Some critics have argued that Tootsie subtly changed attitudes towards the gay community, although it was not ostensibly about gay issues. However, the ramifications of Michael Dorsey’s impersonation of a woman in the story suggests gay issues. For instance, in one scene Bill Murray asks Hoffman “It is just for the money isn’t it It’s not so you can try on these little outfits” Michael’s relationship with his girlfriend Sandy becomes more and more complicated as he continues to hide his new job from her, and as Jessica Lange’s widowed father (Charles Durning) falls in love with him, as Dorothy Michaels.
Garr, flustered after Hoffman gives her a box of candy actually from Lange’s father, with a card thanking him for a “lovely night by the fire,” finally asks Hoffman “Are you gay” He answers “In what sense” In another scene the possibility of a “lesbian” relationship between Dorothy Michaels and the Jessica Lange character is raised. Lange resists when “Dorothy” almost kisses her and later tells Dorothy, “I love you, Dorothy, but I can’t love you.” Some critics have doubted how progressive the film really is, though. Vito Russo, for instance, in The Celluloid Closet: Homosexuality in the Movies writes that “… Tootsie can successfully pretend to have something to say about sex roles.” By way of inference, though, Tootsie may have expanded tolerance of gays in the homophobic early 1980s through its gender switching.

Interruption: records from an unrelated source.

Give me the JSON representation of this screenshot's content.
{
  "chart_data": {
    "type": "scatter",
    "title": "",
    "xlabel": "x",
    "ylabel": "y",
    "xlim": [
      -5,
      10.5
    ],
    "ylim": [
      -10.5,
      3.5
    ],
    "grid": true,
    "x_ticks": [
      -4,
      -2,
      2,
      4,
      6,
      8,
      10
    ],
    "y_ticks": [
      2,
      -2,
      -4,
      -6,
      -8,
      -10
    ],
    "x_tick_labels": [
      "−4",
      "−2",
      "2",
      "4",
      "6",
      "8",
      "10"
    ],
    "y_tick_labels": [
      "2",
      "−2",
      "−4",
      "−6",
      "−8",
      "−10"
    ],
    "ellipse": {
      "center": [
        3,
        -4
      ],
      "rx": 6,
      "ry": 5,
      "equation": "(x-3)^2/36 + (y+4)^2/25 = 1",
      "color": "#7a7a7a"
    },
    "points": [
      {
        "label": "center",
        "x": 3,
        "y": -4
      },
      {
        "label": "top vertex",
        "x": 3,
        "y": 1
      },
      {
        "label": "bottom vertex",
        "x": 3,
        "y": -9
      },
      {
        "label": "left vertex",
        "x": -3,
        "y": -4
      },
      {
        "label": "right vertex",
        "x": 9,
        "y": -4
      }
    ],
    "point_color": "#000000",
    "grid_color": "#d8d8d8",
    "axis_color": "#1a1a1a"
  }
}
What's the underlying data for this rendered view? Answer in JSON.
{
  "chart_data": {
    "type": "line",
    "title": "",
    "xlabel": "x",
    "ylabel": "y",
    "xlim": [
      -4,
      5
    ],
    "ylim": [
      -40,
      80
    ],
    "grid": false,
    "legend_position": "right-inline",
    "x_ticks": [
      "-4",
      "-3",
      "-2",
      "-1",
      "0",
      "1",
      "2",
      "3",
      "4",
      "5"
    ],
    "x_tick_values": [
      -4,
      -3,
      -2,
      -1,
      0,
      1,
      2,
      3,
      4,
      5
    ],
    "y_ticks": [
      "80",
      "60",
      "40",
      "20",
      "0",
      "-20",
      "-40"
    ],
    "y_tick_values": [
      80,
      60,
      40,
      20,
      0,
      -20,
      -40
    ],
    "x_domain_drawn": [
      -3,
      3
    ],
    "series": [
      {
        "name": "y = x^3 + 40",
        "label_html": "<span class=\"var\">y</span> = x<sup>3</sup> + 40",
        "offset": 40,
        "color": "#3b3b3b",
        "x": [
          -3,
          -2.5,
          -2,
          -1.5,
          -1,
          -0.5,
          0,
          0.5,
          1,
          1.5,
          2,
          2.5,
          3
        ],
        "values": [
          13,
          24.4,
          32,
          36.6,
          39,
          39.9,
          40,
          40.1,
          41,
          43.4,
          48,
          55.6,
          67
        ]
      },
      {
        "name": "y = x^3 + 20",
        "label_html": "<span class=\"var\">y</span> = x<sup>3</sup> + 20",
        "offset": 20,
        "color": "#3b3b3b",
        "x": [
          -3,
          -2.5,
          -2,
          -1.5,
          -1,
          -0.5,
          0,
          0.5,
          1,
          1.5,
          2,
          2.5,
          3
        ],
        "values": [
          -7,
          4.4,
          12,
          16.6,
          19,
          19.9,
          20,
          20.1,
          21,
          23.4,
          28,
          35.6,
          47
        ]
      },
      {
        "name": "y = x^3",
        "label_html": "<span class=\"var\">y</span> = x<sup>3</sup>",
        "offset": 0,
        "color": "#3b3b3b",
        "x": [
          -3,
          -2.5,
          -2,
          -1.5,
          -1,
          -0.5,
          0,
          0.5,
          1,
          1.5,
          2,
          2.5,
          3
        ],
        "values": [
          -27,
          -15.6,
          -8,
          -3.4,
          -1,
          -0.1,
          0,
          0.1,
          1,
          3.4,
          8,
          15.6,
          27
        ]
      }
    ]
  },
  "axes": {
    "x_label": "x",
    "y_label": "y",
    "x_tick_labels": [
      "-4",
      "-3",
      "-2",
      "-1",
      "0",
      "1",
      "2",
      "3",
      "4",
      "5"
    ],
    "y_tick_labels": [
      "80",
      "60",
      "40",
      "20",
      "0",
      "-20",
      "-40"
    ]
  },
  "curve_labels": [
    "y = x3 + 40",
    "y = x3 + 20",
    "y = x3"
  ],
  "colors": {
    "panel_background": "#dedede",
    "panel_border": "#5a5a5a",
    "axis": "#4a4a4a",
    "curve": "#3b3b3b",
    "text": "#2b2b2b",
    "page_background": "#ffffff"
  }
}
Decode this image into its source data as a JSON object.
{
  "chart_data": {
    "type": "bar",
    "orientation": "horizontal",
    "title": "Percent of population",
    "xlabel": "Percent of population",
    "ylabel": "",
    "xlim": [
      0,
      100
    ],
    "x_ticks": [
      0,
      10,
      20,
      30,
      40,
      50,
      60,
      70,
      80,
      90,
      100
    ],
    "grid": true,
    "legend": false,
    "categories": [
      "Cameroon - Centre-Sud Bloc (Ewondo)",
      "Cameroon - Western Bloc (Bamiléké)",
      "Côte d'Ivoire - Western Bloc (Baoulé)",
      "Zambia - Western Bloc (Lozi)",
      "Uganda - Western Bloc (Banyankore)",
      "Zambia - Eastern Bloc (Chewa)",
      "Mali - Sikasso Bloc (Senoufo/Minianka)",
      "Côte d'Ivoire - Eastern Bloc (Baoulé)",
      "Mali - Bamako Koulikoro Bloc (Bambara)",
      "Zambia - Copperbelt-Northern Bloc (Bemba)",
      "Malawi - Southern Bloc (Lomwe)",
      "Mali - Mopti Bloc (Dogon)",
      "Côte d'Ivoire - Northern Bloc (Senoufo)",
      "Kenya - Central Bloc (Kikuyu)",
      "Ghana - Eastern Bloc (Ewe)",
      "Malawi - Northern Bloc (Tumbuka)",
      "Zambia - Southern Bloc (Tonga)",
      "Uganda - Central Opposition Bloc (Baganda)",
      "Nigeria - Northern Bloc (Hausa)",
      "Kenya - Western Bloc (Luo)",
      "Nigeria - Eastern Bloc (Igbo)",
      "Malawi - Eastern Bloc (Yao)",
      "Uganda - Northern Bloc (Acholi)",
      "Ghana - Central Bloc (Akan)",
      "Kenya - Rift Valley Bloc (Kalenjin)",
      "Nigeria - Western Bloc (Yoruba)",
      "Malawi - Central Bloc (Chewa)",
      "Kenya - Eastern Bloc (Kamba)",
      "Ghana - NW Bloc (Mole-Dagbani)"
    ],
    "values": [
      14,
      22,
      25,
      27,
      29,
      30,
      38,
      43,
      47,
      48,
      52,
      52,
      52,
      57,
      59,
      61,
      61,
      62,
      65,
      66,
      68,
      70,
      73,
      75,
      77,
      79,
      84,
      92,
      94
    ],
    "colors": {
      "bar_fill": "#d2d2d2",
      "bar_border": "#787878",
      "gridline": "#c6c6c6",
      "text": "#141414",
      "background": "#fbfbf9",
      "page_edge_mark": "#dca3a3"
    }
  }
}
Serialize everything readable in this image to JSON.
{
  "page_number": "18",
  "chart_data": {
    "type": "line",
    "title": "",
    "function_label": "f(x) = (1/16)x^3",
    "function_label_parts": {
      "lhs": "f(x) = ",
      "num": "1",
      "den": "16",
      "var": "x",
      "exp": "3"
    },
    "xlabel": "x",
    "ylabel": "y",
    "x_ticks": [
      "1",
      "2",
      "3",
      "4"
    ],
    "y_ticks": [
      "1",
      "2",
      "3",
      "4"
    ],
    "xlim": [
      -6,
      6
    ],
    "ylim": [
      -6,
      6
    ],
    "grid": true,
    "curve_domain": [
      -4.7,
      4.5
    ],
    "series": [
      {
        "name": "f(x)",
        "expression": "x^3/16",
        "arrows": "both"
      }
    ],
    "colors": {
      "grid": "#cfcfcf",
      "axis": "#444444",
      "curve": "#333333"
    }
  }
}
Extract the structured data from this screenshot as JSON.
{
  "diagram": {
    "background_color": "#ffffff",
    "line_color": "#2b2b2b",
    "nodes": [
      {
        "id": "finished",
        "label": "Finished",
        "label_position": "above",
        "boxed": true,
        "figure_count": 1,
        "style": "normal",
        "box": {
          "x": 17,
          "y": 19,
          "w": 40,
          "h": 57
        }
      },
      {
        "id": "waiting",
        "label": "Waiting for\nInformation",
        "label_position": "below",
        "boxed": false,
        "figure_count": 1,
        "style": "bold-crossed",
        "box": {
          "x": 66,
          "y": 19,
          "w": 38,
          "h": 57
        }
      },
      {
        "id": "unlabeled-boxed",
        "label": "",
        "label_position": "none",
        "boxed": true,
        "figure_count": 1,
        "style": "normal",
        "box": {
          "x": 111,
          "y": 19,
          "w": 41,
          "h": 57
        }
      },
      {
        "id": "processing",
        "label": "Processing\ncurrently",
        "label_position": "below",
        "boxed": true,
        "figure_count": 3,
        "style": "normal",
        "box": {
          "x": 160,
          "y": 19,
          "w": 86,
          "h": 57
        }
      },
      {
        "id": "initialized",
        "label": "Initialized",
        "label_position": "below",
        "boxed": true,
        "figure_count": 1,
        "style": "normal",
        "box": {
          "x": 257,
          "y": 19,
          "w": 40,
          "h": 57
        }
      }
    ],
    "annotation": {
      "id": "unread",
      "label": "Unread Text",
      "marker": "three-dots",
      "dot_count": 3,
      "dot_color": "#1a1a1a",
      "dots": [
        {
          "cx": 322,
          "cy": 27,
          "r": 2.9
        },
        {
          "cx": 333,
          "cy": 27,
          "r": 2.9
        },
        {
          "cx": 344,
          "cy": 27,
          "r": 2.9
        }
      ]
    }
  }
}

“Tootsie” was part of a cycle of films that focused on gender switching, and encouraged this cycle to continue with its great financial success. This cycle included La Cage Aux Folles I and II, Victor/Victoria, The World According to Garp, Yentl, Switch, and All of Me. Tootsie was also part of the “sisterhood” cycle which began in 1977 with Julia and The Turning Point, and was the inspiration for more of these films to be made: Outrageous Fortune, Casual Sex, Beaches, Fried Green Tomatoes and so on.
The film also provides commentary about television, on the corrupt behind-the-scenes world of daytime television. Tootsie thus set off another cycle of films which included Broadcast News, Switching Channels, He Said, She Said, the soap opera movie with Sally Fields, the soap opera movie with John Candy, and so on.
As in “The Graduate,” 15 years earlier, Hoffman was very important to Tootsie’s success. The actor claims to have thought up the idea himself while one day walking through Manhattan with friend Murray Schisgal (who later became one of the screenplay-writers of Tootsie). Hoffman said to Schisgal: I’ve always wondered how many experiences we miss out on, being men. Is it a radically different experience going through life, depending on what sex you are Let’s see if I could play a man forced to impersonate a woman, then experiencing life from the other point of view.
Hoffman wound up investing four years of his life into this idea. However, the time spent was well worth it, for Hoffman made 21 millions dollars off of the film just for himself. Acclaim for Hoffman’s trying double role was unanimous, one critic typically stating that “Dorothy, as Hoffman portrays her, is one of the more interesting characters on screen in a good while.”